Entrepreneurship involves mobilizing resources like land, labor, and capital called factors of production to generate profit through innovation and risk-taking. The document defines entrepreneurship from various perspectives, such as organizing risk for profits (Cantillon), taking uncertainty through new combinations (Schumpeter), and identifies non-business fields like medicine and law where entrepreneurial skills can be applied. Key factors of production are land, labor, and capital, while definitions of entrepreneur emphasize risk-taking, innovation, and creating new organizations.
Entrepreneurship involves mobilizing resources like land, labor, and capital called factors of production to generate profit through innovation and risk-taking. The document defines entrepreneurship from various perspectives, such as organizing risk for profits (Cantillon), taking uncertainty through new combinations (Schumpeter), and identifies non-business fields like medicine and law where entrepreneurial skills can be applied. Key factors of production are land, labor, and capital, while definitions of entrepreneur emphasize risk-taking, innovation, and creating new organizations.
Entrepreneurship involves mobilizing resources like land, labor, and capital called factors of production to generate profit through innovation and risk-taking. The document defines entrepreneurship from various perspectives, such as organizing risk for profits (Cantillon), taking uncertainty through new combinations (Schumpeter), and identifies non-business fields like medicine and law where entrepreneurial skills can be applied. Key factors of production are land, labor, and capital, while definitions of entrepreneur emphasize risk-taking, innovation, and creating new organizations.
Entrepreneurship refers to the mobilization of resources include land, labor, and capital and are called the
factors of production. Sometimes they are referred to as the
six M’s that represent: M anpower {labor} M oney {capital} M aterials {supplies and raw materials} M ethods {processes and technology} M achineries {tools, equipment, devices} M oment {time}
Profit is the motive and reward or the return of investments put in by the entrepreneur.
Innovativeness is one of the hallmarks of the entrepreneur.
Example of a non-business profession that can embody entrepreneurship
o One can be an entrepreneur as a : o professional o doctor o lawyer o manager o teacher, etc.
The three basic factors of production:
o Land o Labor o capital
Definitions of Entrepreneur to Various People:
Richard Cantillon (1697-1734)
o is an Irish economist of French descent. He defines entrepreneur as some who organizes and assumes the risk of a business in return for the profits. o According to Cantillon’s original formulation, the entrepreneur is a specialist in taking on risk.
Frank H. Knight (1885-1972)
o distinguished between risk, which is insurable, and uncertainty, which is not. Risk relates to recurring events whose relative frequency is known from past experience, while uncertainty relates to unique events whose probability can only be subjectively estimated. o For Knight (1967) and Peter Drucker (1970) entrepreneurship is about taking risk.
Joseph A. Schumpeter (1883-1950)
o According to Schumpeter, the entrepreneur is someone who carries out “new combinations” by such things as introducing new products or processes, identifying new export markets or sources of supply, or creating new types of organization
Friedrich A. Hayek and Israel M. Kirzner
o The difficulty with the Austrian approach is that it isolates the entrepreneur form the firm. It fits an individual dealer or speculator far better than it fits a small manufacturer or even a retailer.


▸ EXERCISE OBJECTIVE:
Show all lines from the records below in which the string "State" is present.

(MATERIAL TO PROCESS)

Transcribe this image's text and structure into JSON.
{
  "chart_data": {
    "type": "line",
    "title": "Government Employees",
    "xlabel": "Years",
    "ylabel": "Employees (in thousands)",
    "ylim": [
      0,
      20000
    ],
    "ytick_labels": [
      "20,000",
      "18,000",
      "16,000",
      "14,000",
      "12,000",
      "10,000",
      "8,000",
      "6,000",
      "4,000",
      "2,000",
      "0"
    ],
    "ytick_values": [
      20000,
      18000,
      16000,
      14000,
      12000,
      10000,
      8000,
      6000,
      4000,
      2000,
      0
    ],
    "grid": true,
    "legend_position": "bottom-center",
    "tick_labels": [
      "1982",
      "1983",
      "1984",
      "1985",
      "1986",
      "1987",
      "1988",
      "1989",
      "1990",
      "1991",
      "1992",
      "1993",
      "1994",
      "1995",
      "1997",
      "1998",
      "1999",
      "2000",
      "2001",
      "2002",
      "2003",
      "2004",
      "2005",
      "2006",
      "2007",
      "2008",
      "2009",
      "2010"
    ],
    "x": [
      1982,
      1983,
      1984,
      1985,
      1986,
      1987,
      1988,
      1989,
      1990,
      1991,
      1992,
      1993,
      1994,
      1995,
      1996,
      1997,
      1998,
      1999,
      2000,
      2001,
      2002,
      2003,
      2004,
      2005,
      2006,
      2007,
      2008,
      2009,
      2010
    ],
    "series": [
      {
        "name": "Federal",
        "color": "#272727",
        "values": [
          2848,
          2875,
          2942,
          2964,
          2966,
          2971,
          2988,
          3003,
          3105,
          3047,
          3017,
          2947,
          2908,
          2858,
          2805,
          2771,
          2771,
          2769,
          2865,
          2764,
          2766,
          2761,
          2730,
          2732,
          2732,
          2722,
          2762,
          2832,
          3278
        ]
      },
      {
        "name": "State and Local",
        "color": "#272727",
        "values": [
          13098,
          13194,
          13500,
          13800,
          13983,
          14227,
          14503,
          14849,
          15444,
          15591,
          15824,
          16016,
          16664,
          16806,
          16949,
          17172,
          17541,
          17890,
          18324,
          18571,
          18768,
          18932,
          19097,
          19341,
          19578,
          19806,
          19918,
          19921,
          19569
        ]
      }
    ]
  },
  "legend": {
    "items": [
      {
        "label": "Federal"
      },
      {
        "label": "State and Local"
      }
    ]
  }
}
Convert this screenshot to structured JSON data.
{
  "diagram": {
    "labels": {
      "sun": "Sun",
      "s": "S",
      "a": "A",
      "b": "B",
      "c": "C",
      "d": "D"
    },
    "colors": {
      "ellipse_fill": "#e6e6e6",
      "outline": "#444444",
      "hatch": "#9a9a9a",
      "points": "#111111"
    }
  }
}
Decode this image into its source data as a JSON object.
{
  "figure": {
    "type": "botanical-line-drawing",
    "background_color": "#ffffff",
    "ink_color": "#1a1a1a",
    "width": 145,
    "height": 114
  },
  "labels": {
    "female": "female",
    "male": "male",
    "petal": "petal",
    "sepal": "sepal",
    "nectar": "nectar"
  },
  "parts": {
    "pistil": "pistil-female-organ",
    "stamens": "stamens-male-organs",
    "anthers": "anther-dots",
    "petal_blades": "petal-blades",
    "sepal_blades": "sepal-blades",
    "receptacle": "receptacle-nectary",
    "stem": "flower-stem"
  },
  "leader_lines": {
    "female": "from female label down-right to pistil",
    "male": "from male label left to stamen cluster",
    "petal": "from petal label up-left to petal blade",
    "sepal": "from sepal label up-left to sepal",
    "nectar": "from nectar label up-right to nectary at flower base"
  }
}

(End MATERIAL TO PROCESS)
(MATERIAL TO PROCESS)

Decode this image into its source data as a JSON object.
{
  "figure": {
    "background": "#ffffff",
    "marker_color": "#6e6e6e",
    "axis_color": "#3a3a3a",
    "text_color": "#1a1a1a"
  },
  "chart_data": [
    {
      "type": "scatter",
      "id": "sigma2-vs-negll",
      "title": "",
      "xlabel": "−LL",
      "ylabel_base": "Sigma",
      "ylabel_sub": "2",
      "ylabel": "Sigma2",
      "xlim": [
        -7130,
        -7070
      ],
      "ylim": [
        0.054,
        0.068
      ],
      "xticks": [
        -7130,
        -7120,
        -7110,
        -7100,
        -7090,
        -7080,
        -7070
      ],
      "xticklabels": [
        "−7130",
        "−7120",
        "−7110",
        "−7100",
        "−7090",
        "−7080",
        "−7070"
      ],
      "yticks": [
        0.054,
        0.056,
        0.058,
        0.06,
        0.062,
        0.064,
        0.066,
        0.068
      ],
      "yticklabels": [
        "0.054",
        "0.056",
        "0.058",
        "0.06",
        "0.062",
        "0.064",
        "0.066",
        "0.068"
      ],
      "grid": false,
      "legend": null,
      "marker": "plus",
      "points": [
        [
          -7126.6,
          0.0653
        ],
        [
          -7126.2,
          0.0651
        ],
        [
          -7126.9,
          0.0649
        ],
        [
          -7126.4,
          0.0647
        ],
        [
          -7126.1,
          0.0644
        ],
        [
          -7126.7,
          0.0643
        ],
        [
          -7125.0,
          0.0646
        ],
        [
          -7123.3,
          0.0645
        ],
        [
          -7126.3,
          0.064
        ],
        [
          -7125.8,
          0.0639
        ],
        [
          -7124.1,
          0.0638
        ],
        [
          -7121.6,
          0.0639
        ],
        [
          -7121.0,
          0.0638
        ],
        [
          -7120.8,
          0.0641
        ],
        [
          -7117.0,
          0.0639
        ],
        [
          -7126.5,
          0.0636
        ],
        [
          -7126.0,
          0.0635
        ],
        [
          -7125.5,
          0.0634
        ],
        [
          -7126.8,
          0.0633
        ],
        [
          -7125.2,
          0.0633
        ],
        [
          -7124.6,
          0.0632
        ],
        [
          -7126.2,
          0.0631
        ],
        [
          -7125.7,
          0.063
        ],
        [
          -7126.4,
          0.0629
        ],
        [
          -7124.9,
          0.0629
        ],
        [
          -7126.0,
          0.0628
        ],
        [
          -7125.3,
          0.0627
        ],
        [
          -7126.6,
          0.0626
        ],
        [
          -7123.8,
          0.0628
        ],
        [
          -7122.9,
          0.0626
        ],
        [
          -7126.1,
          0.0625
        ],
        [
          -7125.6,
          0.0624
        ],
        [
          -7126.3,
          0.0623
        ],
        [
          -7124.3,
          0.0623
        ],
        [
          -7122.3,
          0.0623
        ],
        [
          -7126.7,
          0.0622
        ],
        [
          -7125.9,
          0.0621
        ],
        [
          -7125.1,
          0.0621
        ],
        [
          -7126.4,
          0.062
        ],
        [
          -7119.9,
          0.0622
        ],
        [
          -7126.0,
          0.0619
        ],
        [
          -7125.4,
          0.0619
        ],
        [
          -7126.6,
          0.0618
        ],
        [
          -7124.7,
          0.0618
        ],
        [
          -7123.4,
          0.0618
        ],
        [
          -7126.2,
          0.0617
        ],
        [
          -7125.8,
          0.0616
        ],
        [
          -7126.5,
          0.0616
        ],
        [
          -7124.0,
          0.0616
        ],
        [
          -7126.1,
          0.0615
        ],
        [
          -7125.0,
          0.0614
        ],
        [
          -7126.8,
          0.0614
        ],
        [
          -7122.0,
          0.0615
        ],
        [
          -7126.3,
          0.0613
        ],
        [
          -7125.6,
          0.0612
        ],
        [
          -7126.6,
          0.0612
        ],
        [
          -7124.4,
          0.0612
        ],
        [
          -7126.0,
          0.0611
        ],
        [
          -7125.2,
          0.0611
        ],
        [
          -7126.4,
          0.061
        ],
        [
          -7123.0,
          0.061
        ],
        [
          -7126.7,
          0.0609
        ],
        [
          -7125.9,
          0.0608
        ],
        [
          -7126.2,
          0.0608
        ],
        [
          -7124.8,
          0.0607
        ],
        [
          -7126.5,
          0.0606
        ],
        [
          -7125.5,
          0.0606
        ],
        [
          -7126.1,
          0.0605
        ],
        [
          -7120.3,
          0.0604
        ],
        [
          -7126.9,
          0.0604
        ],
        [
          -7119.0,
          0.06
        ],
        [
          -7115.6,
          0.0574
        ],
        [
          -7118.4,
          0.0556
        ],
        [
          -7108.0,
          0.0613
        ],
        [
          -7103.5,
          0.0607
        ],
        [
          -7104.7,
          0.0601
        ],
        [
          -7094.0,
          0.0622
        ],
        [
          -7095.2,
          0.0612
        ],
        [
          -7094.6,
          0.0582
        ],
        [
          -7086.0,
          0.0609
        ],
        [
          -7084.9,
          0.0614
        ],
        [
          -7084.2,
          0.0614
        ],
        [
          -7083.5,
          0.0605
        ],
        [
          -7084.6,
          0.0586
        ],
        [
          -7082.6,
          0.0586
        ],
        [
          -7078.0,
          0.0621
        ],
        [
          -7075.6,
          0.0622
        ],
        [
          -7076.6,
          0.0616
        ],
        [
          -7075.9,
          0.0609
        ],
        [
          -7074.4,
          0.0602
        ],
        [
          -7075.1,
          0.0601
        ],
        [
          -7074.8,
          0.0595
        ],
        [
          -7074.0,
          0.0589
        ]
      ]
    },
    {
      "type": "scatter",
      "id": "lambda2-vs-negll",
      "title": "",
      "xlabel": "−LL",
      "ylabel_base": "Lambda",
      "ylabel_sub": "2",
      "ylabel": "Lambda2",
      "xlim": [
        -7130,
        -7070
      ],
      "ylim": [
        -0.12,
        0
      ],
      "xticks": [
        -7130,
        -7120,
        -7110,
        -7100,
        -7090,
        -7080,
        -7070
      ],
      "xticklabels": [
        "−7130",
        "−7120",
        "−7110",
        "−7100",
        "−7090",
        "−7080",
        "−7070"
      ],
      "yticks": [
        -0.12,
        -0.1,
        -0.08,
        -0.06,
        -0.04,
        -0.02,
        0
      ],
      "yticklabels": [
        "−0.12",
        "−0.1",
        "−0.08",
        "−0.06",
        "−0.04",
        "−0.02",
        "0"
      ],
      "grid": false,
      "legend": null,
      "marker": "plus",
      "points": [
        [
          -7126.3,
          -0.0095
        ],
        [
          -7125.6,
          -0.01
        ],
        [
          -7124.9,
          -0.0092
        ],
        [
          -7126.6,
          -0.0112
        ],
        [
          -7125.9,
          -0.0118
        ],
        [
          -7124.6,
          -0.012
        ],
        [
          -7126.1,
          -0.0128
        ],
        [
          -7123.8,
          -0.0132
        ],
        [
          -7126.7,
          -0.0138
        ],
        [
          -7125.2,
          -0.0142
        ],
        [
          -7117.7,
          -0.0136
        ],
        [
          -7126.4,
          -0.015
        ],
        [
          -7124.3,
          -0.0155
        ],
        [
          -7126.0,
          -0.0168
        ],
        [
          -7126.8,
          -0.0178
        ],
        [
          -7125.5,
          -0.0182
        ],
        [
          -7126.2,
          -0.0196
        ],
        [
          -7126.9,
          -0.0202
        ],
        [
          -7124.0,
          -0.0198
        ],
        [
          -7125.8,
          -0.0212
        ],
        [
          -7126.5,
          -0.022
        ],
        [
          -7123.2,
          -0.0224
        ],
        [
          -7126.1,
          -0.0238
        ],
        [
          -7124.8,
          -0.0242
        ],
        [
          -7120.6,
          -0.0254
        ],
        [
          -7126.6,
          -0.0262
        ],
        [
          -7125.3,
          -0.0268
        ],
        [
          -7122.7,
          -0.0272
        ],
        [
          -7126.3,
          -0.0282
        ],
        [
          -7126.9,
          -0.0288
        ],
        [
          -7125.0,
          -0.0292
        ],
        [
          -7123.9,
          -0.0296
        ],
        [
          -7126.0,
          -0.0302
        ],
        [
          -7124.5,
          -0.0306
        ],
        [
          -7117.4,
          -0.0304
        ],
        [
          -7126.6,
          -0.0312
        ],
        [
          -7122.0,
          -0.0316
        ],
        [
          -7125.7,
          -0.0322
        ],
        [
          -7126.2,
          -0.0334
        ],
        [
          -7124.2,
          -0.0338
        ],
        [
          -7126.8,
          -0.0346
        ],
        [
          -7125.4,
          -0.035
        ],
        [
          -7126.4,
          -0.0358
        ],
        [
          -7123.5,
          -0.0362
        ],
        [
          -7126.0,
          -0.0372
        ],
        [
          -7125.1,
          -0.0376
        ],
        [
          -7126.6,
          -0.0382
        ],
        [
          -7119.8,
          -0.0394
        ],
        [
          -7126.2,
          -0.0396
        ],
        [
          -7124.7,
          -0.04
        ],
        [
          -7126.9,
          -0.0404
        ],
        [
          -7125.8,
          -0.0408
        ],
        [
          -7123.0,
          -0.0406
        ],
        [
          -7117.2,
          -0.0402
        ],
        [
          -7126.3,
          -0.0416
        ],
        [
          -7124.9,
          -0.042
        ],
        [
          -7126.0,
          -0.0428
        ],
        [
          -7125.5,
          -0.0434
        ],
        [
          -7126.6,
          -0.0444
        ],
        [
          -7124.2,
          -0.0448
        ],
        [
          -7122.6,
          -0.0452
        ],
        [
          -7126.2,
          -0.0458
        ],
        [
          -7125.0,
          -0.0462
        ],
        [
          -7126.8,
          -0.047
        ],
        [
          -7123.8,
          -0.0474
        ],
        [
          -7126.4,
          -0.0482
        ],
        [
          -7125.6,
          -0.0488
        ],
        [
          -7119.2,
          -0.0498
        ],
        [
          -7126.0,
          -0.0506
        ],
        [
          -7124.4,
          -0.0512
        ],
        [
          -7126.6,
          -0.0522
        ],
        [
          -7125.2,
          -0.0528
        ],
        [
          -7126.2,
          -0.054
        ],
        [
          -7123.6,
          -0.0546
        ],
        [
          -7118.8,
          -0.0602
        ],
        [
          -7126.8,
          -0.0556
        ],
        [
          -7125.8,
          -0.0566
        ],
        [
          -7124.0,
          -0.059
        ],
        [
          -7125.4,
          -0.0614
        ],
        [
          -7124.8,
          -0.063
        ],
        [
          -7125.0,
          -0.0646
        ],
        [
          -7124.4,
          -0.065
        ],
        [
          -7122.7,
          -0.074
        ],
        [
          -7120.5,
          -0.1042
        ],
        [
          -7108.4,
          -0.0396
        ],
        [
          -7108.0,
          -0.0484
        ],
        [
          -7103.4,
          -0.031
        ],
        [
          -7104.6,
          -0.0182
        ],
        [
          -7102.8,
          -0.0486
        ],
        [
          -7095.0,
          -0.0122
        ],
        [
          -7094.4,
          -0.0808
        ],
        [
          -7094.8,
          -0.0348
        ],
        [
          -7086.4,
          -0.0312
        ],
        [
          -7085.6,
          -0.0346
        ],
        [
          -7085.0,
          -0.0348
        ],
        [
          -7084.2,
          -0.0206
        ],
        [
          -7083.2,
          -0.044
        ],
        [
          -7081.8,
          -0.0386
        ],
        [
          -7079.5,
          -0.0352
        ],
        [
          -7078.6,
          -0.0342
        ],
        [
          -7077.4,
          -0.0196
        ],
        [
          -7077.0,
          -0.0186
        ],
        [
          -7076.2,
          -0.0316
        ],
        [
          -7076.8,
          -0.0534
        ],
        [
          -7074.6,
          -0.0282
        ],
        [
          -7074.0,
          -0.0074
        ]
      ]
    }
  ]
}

(End MATERIAL TO PROCESS)

▸ ANSWER TO THE PROBLEM:
        "name": "State and Local",
        "label": "State and Local"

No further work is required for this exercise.